The Princess is introduced with a Valse:
In the public park incident, a stirring little march:
leads to a more coquettish mood:
The third scene finishes as the pantomime began, with a colorful reminiscence of the opening themes.
Taylor’s next important work is Jurgen, a symphonic work for full orchestra, based on Cabell’s famous novel. His own statement of his aims in regard to it are as follows:
“Jurgen was originally planned as an orchestral suite that would follow as faithfully as possible the sequence of events in James Branch Cabell’s book. But when I started work on the music it became increasingly obvious that such a program was not only impracticable, but hardly to the point. It would take a cycle of suites to do adequate justice to the bewildering multitude of scenes, characters and episodes with which the pages of Jurgen are crowded. Moreover, the importance of Cabell’s romance as a work of art lies, not in its qualities as a diverting tale of amorous adventure, but in the vividness, the sardonic gusto, the humor and wisdom and pathetic beauty with which the tale is told.
“So, Jurgen, annotated in terms of music, has come to be concerned much more with the man Jurgen than with his deeds. In brief, I have tried to show Jurgen, facing the unanswerable riddle of why things are as they are; Jurgen ‘clad in the armor of his hurt’, spinning giddily through life, strutting, posturing, fighting, loving, pretending; Jurgen proclaiming himself count, duke, king, emperor, god; Jurgen, beaten at last by the pathos and mystery of life, bidding farewell to that dream of beauty, which he had the vision to see, but not the strength to follow.”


§ REQUIRED ACTION
Return the records that follow unaltered. Omit every picture.

○ ○ ○ ○ ○ ○ ○

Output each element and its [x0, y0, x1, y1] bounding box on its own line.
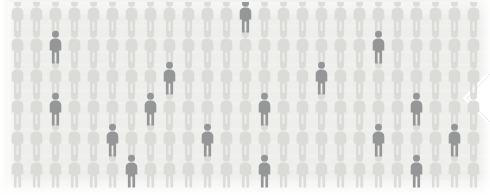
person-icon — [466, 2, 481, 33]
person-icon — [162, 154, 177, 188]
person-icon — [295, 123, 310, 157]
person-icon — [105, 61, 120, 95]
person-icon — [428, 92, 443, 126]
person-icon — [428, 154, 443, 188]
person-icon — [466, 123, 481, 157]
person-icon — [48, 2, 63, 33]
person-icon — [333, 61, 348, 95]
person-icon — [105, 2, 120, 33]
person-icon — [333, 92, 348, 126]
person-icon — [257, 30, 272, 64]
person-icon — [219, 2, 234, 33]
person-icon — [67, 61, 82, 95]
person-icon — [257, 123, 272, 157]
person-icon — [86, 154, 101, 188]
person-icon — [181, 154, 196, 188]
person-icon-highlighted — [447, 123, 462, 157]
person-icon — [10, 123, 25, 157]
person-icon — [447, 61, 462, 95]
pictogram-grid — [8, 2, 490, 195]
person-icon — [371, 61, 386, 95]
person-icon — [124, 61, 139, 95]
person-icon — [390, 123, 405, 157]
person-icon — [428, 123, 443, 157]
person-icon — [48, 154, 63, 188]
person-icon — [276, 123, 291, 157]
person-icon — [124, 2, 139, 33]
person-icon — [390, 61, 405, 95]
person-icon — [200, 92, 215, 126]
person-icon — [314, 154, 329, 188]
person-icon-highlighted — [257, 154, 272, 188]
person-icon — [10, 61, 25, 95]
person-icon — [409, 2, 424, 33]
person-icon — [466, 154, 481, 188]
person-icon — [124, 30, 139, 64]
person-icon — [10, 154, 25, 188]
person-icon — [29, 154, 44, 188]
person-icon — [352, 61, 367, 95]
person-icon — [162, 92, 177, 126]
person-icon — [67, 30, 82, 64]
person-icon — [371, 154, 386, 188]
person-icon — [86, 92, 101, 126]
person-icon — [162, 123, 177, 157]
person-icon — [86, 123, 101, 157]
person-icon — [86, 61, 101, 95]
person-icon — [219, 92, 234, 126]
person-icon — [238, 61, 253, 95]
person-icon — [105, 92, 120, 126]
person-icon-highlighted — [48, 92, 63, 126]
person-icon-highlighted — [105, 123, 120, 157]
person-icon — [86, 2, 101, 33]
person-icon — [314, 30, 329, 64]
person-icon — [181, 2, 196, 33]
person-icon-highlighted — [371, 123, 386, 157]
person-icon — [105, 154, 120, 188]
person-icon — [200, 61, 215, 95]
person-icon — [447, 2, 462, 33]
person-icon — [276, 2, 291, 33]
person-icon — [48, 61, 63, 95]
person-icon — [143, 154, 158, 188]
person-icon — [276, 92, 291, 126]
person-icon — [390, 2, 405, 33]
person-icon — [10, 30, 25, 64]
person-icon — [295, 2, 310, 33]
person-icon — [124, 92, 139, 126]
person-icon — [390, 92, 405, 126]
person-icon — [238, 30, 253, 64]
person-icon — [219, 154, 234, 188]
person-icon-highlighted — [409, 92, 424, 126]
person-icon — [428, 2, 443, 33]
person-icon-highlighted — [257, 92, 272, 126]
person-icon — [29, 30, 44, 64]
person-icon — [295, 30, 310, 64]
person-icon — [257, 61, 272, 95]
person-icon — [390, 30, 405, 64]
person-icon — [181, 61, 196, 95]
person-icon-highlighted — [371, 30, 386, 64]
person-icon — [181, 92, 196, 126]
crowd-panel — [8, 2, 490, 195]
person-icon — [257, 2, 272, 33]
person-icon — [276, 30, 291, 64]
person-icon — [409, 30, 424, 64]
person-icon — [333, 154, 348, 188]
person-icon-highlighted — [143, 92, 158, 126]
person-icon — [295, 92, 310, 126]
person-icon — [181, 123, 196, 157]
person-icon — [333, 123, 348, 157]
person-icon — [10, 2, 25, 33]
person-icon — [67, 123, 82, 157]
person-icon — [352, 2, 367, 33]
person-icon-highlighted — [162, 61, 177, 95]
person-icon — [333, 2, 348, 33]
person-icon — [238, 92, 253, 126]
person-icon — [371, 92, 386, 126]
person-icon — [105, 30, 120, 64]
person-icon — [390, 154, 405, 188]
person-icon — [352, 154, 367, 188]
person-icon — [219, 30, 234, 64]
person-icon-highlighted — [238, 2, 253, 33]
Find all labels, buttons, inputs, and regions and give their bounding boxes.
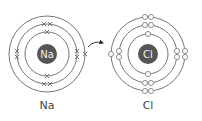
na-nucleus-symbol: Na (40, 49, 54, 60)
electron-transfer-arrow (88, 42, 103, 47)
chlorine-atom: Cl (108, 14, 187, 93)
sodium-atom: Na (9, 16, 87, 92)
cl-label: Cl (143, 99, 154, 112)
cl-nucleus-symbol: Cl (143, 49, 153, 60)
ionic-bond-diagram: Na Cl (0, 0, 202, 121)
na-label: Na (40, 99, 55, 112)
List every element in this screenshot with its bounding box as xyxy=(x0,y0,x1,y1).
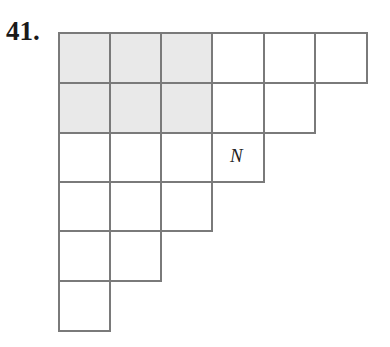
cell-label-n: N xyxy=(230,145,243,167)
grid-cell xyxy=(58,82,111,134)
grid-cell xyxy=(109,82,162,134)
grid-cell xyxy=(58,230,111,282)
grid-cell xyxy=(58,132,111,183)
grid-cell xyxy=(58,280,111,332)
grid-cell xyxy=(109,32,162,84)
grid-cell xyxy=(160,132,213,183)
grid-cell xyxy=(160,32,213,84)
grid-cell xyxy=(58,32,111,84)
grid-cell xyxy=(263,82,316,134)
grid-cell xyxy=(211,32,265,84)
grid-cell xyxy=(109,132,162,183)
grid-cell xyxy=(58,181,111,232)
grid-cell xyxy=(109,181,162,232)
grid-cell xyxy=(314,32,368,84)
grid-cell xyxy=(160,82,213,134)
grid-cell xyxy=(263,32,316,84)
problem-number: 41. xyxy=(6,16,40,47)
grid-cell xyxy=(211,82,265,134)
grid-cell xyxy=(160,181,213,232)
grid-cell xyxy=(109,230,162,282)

○ ○ ○ ○ ○ ○ ○

§ RESPONSE FOR THIS EXERCISE
Output each element and its [x0, y0, x1, y1] bounding box on its own line.
person-icon — [466, 2, 481, 33]
person-icon — [162, 154, 177, 188]
person-icon — [295, 123, 310, 157]
person-icon — [105, 61, 120, 95]
person-icon — [428, 92, 443, 126]
person-icon — [428, 154, 443, 188]
person-icon — [466, 123, 481, 157]
person-icon — [48, 2, 63, 33]
person-icon — [333, 61, 348, 95]
person-icon — [105, 2, 120, 33]
person-icon — [333, 92, 348, 126]
person-icon — [257, 30, 272, 64]
person-icon — [219, 2, 234, 33]
person-icon — [67, 61, 82, 95]
person-icon — [257, 123, 272, 157]
person-icon — [86, 154, 101, 188]
person-icon — [181, 154, 196, 188]
person-icon-highlighted — [447, 123, 462, 157]
person-icon — [10, 123, 25, 157]
person-icon — [447, 61, 462, 95]
pictogram-grid — [8, 2, 490, 195]
person-icon — [371, 61, 386, 95]
person-icon — [124, 61, 139, 95]
person-icon — [390, 123, 405, 157]
person-icon — [428, 123, 443, 157]
person-icon — [48, 154, 63, 188]
person-icon — [276, 123, 291, 157]
person-icon — [124, 2, 139, 33]
person-icon — [390, 61, 405, 95]
person-icon — [200, 92, 215, 126]
person-icon — [314, 154, 329, 188]
person-icon-highlighted — [257, 154, 272, 188]
person-icon — [10, 61, 25, 95]
person-icon — [409, 2, 424, 33]
person-icon — [466, 154, 481, 188]
person-icon — [124, 30, 139, 64]
person-icon — [10, 154, 25, 188]
person-icon — [29, 154, 44, 188]
person-icon — [352, 61, 367, 95]
person-icon — [162, 92, 177, 126]
person-icon — [67, 30, 82, 64]
person-icon — [371, 154, 386, 188]
person-icon — [86, 92, 101, 126]
person-icon — [162, 123, 177, 157]
person-icon — [86, 123, 101, 157]
person-icon — [86, 61, 101, 95]
person-icon — [219, 92, 234, 126]
person-icon — [238, 61, 253, 95]
person-icon — [105, 92, 120, 126]
person-icon-highlighted — [48, 92, 63, 126]
person-icon-highlighted — [105, 123, 120, 157]
person-icon — [86, 2, 101, 33]
person-icon — [314, 30, 329, 64]
person-icon — [181, 2, 196, 33]
person-icon-highlighted — [371, 123, 386, 157]
person-icon — [105, 154, 120, 188]
person-icon — [200, 61, 215, 95]
person-icon — [447, 2, 462, 33]
person-icon — [276, 2, 291, 33]
person-icon — [48, 61, 63, 95]
person-icon — [143, 154, 158, 188]
person-icon — [276, 92, 291, 126]
person-icon — [390, 2, 405, 33]
person-icon — [10, 30, 25, 64]
person-icon — [295, 2, 310, 33]
person-icon — [124, 92, 139, 126]
person-icon — [390, 92, 405, 126]
person-icon — [238, 30, 253, 64]
person-icon — [219, 154, 234, 188]
person-icon-highlighted — [409, 92, 424, 126]
person-icon — [428, 2, 443, 33]
person-icon-highlighted — [257, 92, 272, 126]
person-icon — [29, 30, 44, 64]
person-icon — [295, 30, 310, 64]
person-icon — [257, 61, 272, 95]
person-icon — [390, 30, 405, 64]
person-icon — [181, 61, 196, 95]
person-icon-highlighted — [371, 30, 386, 64]
person-icon — [181, 92, 196, 126]
crowd-panel — [8, 2, 490, 195]
person-icon — [257, 2, 272, 33]
person-icon — [276, 30, 291, 64]
person-icon — [409, 30, 424, 64]
person-icon — [333, 154, 348, 188]
person-icon-highlighted — [143, 92, 158, 126]
person-icon — [295, 92, 310, 126]
person-icon — [181, 123, 196, 157]
person-icon — [333, 123, 348, 157]
person-icon — [10, 2, 25, 33]
person-icon — [67, 123, 82, 157]
person-icon — [352, 2, 367, 33]
person-icon-highlighted — [162, 61, 177, 95]
person-icon — [333, 2, 348, 33]
person-icon — [238, 92, 253, 126]
person-icon — [371, 92, 386, 126]
person-icon — [105, 30, 120, 64]
person-icon — [390, 154, 405, 188]
person-icon — [352, 154, 367, 188]
person-icon — [219, 30, 234, 64]
person-icon-highlighted — [238, 2, 253, 33]
Find all labels, buttons, inputs, and regions and give their bounding boxes.
na-nucleus-symbol: Na (40, 49, 54, 60)
electron-transfer-arrow (88, 42, 103, 47)
chlorine-atom: Cl (108, 14, 187, 93)
sodium-atom: Na (9, 16, 87, 92)
cl-label: Cl (143, 99, 154, 112)
cl-nucleus-symbol: Cl (143, 49, 153, 60)
ionic-bond-diagram: Na Cl (0, 0, 202, 121)
na-label: Na (40, 99, 55, 112)
List every element in this screenshot with its bounding box as xyxy=(x0,y0,x1,y1).
cell-label-n: N xyxy=(230,145,243,167)
grid-cell xyxy=(58,82,111,134)
grid-cell xyxy=(109,82,162,134)
grid-cell xyxy=(58,230,111,282)
grid-cell xyxy=(58,132,111,183)
grid-cell xyxy=(58,280,111,332)
grid-cell xyxy=(109,32,162,84)
grid-cell xyxy=(160,132,213,183)
grid-cell xyxy=(160,32,213,84)
grid-cell xyxy=(58,32,111,84)
grid-cell xyxy=(263,82,316,134)
grid-cell xyxy=(211,32,265,84)
grid-cell xyxy=(109,132,162,183)
grid-cell xyxy=(58,181,111,232)
grid-cell xyxy=(109,181,162,232)
grid-cell xyxy=(314,32,368,84)
grid-cell xyxy=(160,82,213,134)
grid-cell xyxy=(263,32,316,84)
problem-number: 41. xyxy=(6,16,40,47)
grid-cell xyxy=(211,82,265,134)
grid-cell xyxy=(160,181,213,232)
grid-cell xyxy=(109,230,162,282)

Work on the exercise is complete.